Adding agency workers into the strikes row will nurture a prolonged political headache
Last week, Grant Shapps, the Transport Secretary, defended plans to allow businesses to use agency staff to plug gaps caused by striking workers. For the unions, this is tantamount to cutting them off at the knees.
Britain’s workforce has changed fundamentally since the law in question was introduced, in 2003. Agency workers are now part and parcel of everyday life in most workforces and for many employers, turning to these temporary staff will be fair game.
After all, the percentage of unionised workers has halved in a generation: from approximately 50 per cent of all workers during the 1970s to less than 25 per cent of the total UK working population now. Many people ask: is it right that a minority block of workers are able to hold the majority to ransom?
The UK has the most flexible labour market in Europe; there is a strong market for businesses which supply agency workers on short notice. But the repeal of laws preventing the use of agency workers, brought in under Tony Blair, to protect the rights of striking staff, is controversial. Even the main body supporting agency businesses, the Recruitment and Employment Confederation, has come out against it.
This change will have far-reaching political, legal and logistical consequences , as well as the creation of a new political football, with agency workers at the centre.
Any Labour leader worth their salt would put repealing this law at the heart of their plans for a future workforce. Even Keir Starmer, who ducked and dodged every question over support for the strikes, would likely seek to scrap it if he was given the keys to Downing Street.
The legal repercussions could also be significant. Some staff supposed to be striking could make the decision to supply their labour to the same employer, as agency workers. It could cause divisions within the workforce and even see the return of the “scab”.
Agencies and employers would have difficult questions to answer: what protections are given to agency workers who are to defy the strike and cross picket lines? What happens if those workers or their families are targeted?
The REC and Trade Unions Congress are worried about exactly this. They point to the section of the Agencies legislation which creates a duty to ensure that any form of agency supply is not detrimental to the worker. Where would this proposed change leave the insurance premiums of agency suppliers as well as the client or end-employer?
Any agency supply would have to comply with fundamental health and safety obligations and this may not be easy. It is also true that there are, already, a lot of safety-critical roles such as trackside labour, nursing or doctors, which are carried out by agency staff. Many of these are substantive employees who choose to “top-up” their wages by doing agency work.
Those workers are, in the main, fully trained professionals but require the necessary accreditations from the agencies.
The proposals to change the rules are a crude attempt from government to redirect the narrative from a workforce struggling to keep up with a flatlining economy and spiralling inflation. But in exchange for this, they are willing to potentially expose the wellbeing of agency workers to prove a political point. Rather than taking power away from unions, it could inflame an already delicate and increasingly politicised working environment between employers, unions and workers.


◆ WORK ITEM
Your reply should consist of the entries, copied exactly and stripped of images.
═══ AVAILABLE RECORDS ═══
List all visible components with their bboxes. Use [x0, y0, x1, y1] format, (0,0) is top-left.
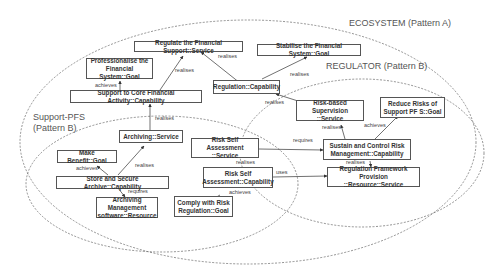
node-risk-self-assessment-capability[interactable]: Risk Self Assessment::Capability	[203, 167, 273, 188]
node-archiving-service[interactable]: Archiving::Service	[119, 130, 183, 143]
edge-label-requires: requires	[293, 137, 313, 143]
edge-label-realises: realises	[290, 71, 309, 77]
edge-label-realises: realises	[265, 99, 284, 105]
node-risk-self-assessment-service[interactable]: Risk Self Assessment ::Service	[191, 138, 259, 158]
node-professionalise-financial-system-goal[interactable]: Professionalise the Financial System::Go…	[86, 58, 153, 79]
edge-label-realises: realises	[346, 159, 365, 165]
ecosystem-label: ECOSYSTEM (Pattern A)	[349, 18, 451, 29]
node-regulate-financial-support-service[interactable]: Regulate the Financial Support::Service	[134, 41, 243, 52]
diagram-lines	[0, 0, 486, 269]
edge-label-realises: realises	[175, 67, 194, 73]
regulator-label: REGULATOR (Pattern B)	[326, 61, 427, 72]
node-comply-risk-regulation-goal[interactable]: Comply with Risk Regulation::Goal	[174, 196, 233, 217]
node-archiving-management-software-resource[interactable]: Archiving Management software::Resource	[96, 197, 158, 218]
edge-label-achieves: achieves	[95, 82, 117, 88]
node-stabilise-financial-system-goal[interactable]: Stabilise the Financial System::Goal	[257, 44, 361, 56]
node-risk-based-supervision-service[interactable]: Risk-based Supervision ::Service	[296, 100, 364, 121]
node-support-core-financial-activity-capability[interactable]: Support to Core Financial Activity::Capa…	[70, 90, 202, 103]
edge-label-achieves: achieves	[229, 189, 251, 195]
node-make-benefit-goal[interactable]: Make Benefit::Goal	[57, 150, 117, 163]
edge-label-achieves: achieves	[364, 122, 386, 128]
node-regulation-framework-provision-service[interactable]: Regulation Framework Provision ::Resourc…	[327, 167, 420, 187]
edge-label-realises: realises	[218, 53, 237, 59]
edge-label-realises: realises	[236, 159, 255, 165]
edge-label-realises: realises	[135, 162, 154, 168]
edge-label-achieves: achieves	[76, 165, 98, 171]
node-reduce-risks-goal[interactable]: Reduce Risks of Support PF S::Goal	[380, 97, 445, 118]
edge-label-uses: uses	[276, 169, 288, 175]
diagram-canvas: ECOSYSTEM (Pattern A) REGULATOR (Pattern…	[0, 0, 486, 269]
node-sustain-control-risk-management-capability[interactable]: Sustain and Control Risk Management::Cap…	[323, 139, 411, 160]
edge-label-realises: realises	[155, 115, 174, 121]
support-pfs-label: Support-PFS (Pattern B)	[33, 112, 85, 134]
edge-label-requires: requires	[128, 188, 148, 194]
node-regulation-capability[interactable]: Regulation::Capability	[213, 80, 280, 94]
edge-label-realises: realises	[322, 124, 341, 130]
node-store-secure-archive-capability[interactable]: Store and Secure Archive::Capability	[56, 176, 169, 189]
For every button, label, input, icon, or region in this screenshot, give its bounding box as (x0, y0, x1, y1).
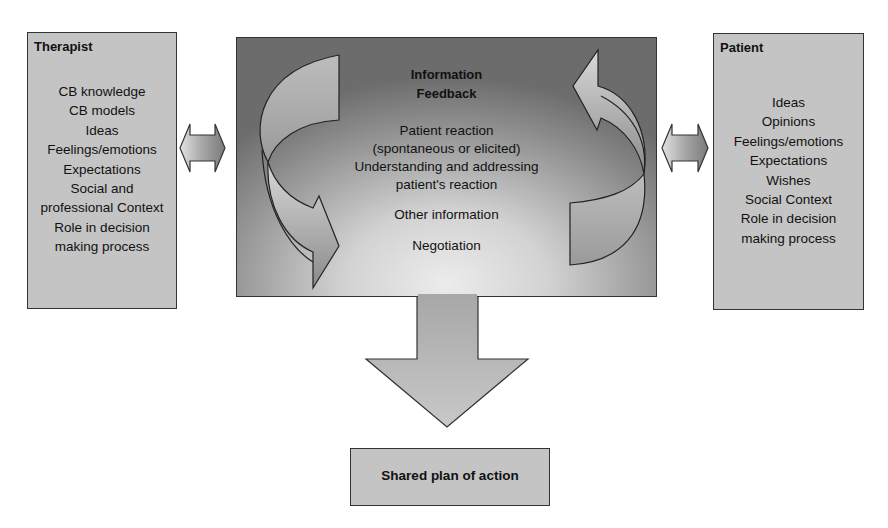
therapist-item: Social and (28, 179, 176, 198)
center-title-line-2: Feedback (237, 84, 656, 103)
therapist-title: Therapist (34, 39, 93, 54)
center-line: (spontaneous or elicited) (237, 140, 656, 158)
double-arrow-icon-right (662, 124, 708, 172)
therapist-item: professional Context (28, 198, 176, 217)
therapist-item: Feelings/emotions (28, 140, 176, 159)
patient-item: Wishes (714, 171, 863, 190)
therapist-item: Expectations (28, 160, 176, 179)
patient-item: Ideas (714, 93, 863, 112)
double-arrow-icon-left (180, 124, 225, 172)
patient-item: Feelings/emotions (714, 132, 863, 151)
patient-title: Patient (720, 40, 763, 55)
shared-plan-label: Shared plan of action (351, 468, 549, 483)
patient-item: Expectations (714, 151, 863, 170)
patient-attributes: Ideas Opinions Feelings/emotions Expecta… (714, 93, 863, 248)
patient-item: Social Context (714, 190, 863, 209)
therapist-attributes: CB knowledge CB models Ideas Feelings/em… (28, 82, 176, 257)
down-arrow-icon (366, 294, 528, 427)
center-line: patient's reaction (237, 176, 656, 194)
therapist-box: Therapist CB knowledge CB models Ideas F… (27, 32, 177, 309)
patient-item: making process (714, 229, 863, 248)
center-other-information: Other information (237, 206, 656, 224)
therapist-item: making process (28, 237, 176, 256)
center-title: Information Feedback (237, 65, 656, 103)
center-line: Patient reaction (237, 122, 656, 140)
patient-item: Role in decision (714, 209, 863, 228)
shared-plan-box: Shared plan of action (350, 448, 550, 506)
center-line: Understanding and addressing (237, 158, 656, 176)
therapist-item: CB models (28, 101, 176, 120)
information-feedback-box: Information Feedback Patient reaction (s… (236, 37, 657, 297)
patient-box: Patient Ideas Opinions Feelings/emotions… (713, 33, 864, 310)
center-negotiation: Negotiation (237, 237, 656, 255)
center-title-line-1: Information (237, 65, 656, 84)
therapist-item: CB knowledge (28, 82, 176, 101)
therapist-item: Ideas (28, 121, 176, 140)
patient-item: Opinions (714, 112, 863, 131)
therapist-item: Role in decision (28, 218, 176, 237)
═══
◆ RESPONSE FOR THIS EXERCISE
List all visible components with their bboxes. Use [x0, y0, x1, y1] format, (0,0) is top-left.
node-risk-self-assessment-capability[interactable]: Risk Self Assessment::Capability	[203, 167, 273, 188]
node-archiving-service[interactable]: Archiving::Service	[119, 130, 183, 143]
edge-label-requires: requires	[293, 137, 313, 143]
edge-label-realises: realises	[290, 71, 309, 77]
edge-label-realises: realises	[265, 99, 284, 105]
node-risk-self-assessment-service[interactable]: Risk Self Assessment ::Service	[191, 138, 259, 158]
node-professionalise-financial-system-goal[interactable]: Professionalise the Financial System::Go…	[86, 58, 153, 79]
edge-label-realises: realises	[346, 159, 365, 165]
ecosystem-label: ECOSYSTEM (Pattern A)	[349, 18, 451, 29]
node-regulate-financial-support-service[interactable]: Regulate the Financial Support::Service	[134, 41, 243, 52]
diagram-lines	[0, 0, 486, 269]
edge-label-realises: realises	[175, 67, 194, 73]
regulator-label: REGULATOR (Pattern B)	[326, 61, 427, 72]
node-comply-risk-regulation-goal[interactable]: Comply with Risk Regulation::Goal	[174, 196, 233, 217]
node-archiving-management-software-resource[interactable]: Archiving Management software::Resource	[96, 197, 158, 218]
edge-label-achieves: achieves	[95, 82, 117, 88]
node-stabilise-financial-system-goal[interactable]: Stabilise the Financial System::Goal	[257, 44, 361, 56]
node-risk-based-supervision-service[interactable]: Risk-based Supervision ::Service	[296, 100, 364, 121]
node-support-core-financial-activity-capability[interactable]: Support to Core Financial Activity::Capa…	[70, 90, 202, 103]
edge-label-achieves: achieves	[229, 189, 251, 195]
node-make-benefit-goal[interactable]: Make Benefit::Goal	[57, 150, 117, 163]
edge-label-achieves: achieves	[364, 122, 386, 128]
node-regulation-framework-provision-service[interactable]: Regulation Framework Provision ::Resourc…	[327, 167, 420, 187]
edge-label-realises: realises	[218, 53, 237, 59]
edge-label-realises: realises	[236, 159, 255, 165]
edge-label-realises: realises	[135, 162, 154, 168]
edge-label-achieves: achieves	[76, 165, 98, 171]
node-reduce-risks-goal[interactable]: Reduce Risks of Support PF S::Goal	[380, 97, 445, 118]
edge-label-uses: uses	[276, 169, 288, 175]
diagram-canvas: ECOSYSTEM (Pattern A) REGULATOR (Pattern…	[0, 0, 486, 269]
node-sustain-control-risk-management-capability[interactable]: Sustain and Control Risk Management::Cap…	[323, 139, 411, 160]
edge-label-realises: realises	[155, 115, 174, 121]
support-pfs-label: Support-PFS (Pattern B)	[33, 112, 85, 134]
edge-label-requires: requires	[128, 188, 148, 194]
node-regulation-capability[interactable]: Regulation::Capability	[213, 80, 280, 94]
edge-label-realises: realises	[322, 124, 341, 130]
node-store-secure-archive-capability[interactable]: Store and Secure Archive::Capability	[56, 176, 169, 189]
For every button, label, input, icon, or region in this screenshot, give its bounding box as (x0, y0, x1, y1).
therapist-item: Social and (28, 179, 176, 198)
center-title-line-2: Feedback (237, 84, 656, 103)
therapist-title: Therapist (34, 39, 93, 54)
center-line: (spontaneous or elicited) (237, 140, 656, 158)
double-arrow-icon-right (662, 124, 708, 172)
therapist-item: professional Context (28, 198, 176, 217)
therapist-item: Feelings/emotions (28, 140, 176, 159)
patient-item: Wishes (714, 171, 863, 190)
therapist-item: Expectations (28, 160, 176, 179)
patient-item: Ideas (714, 93, 863, 112)
double-arrow-icon-left (180, 124, 225, 172)
patient-item: Feelings/emotions (714, 132, 863, 151)
patient-title: Patient (720, 40, 763, 55)
shared-plan-label: Shared plan of action (351, 468, 549, 483)
patient-item: Expectations (714, 151, 863, 170)
patient-attributes: Ideas Opinions Feelings/emotions Expecta… (714, 93, 863, 248)
patient-item: Social Context (714, 190, 863, 209)
therapist-attributes: CB knowledge CB models Ideas Feelings/em… (28, 82, 176, 257)
down-arrow-icon (366, 294, 528, 427)
center-line: patient's reaction (237, 176, 656, 194)
therapist-box: Therapist CB knowledge CB models Ideas F… (27, 32, 177, 309)
patient-item: making process (714, 229, 863, 248)
center-other-information: Other information (237, 206, 656, 224)
therapist-item: making process (28, 237, 176, 256)
center-title: Information Feedback (237, 65, 656, 103)
center-line: Patient reaction (237, 122, 656, 140)
patient-item: Role in decision (714, 209, 863, 228)
shared-plan-box: Shared plan of action (350, 448, 550, 506)
center-line: Understanding and addressing (237, 158, 656, 176)
therapist-item: CB models (28, 101, 176, 120)
information-feedback-box: Information Feedback Patient reaction (s… (236, 37, 657, 297)
patient-box: Patient Ideas Opinions Feelings/emotions… (713, 33, 864, 310)
center-negotiation: Negotiation (237, 237, 656, 255)
center-title-line-1: Information (237, 65, 656, 84)
therapist-item: CB knowledge (28, 82, 176, 101)
therapist-item: Ideas (28, 121, 176, 140)
patient-item: Opinions (714, 112, 863, 131)
therapist-item: Role in decision (28, 218, 176, 237)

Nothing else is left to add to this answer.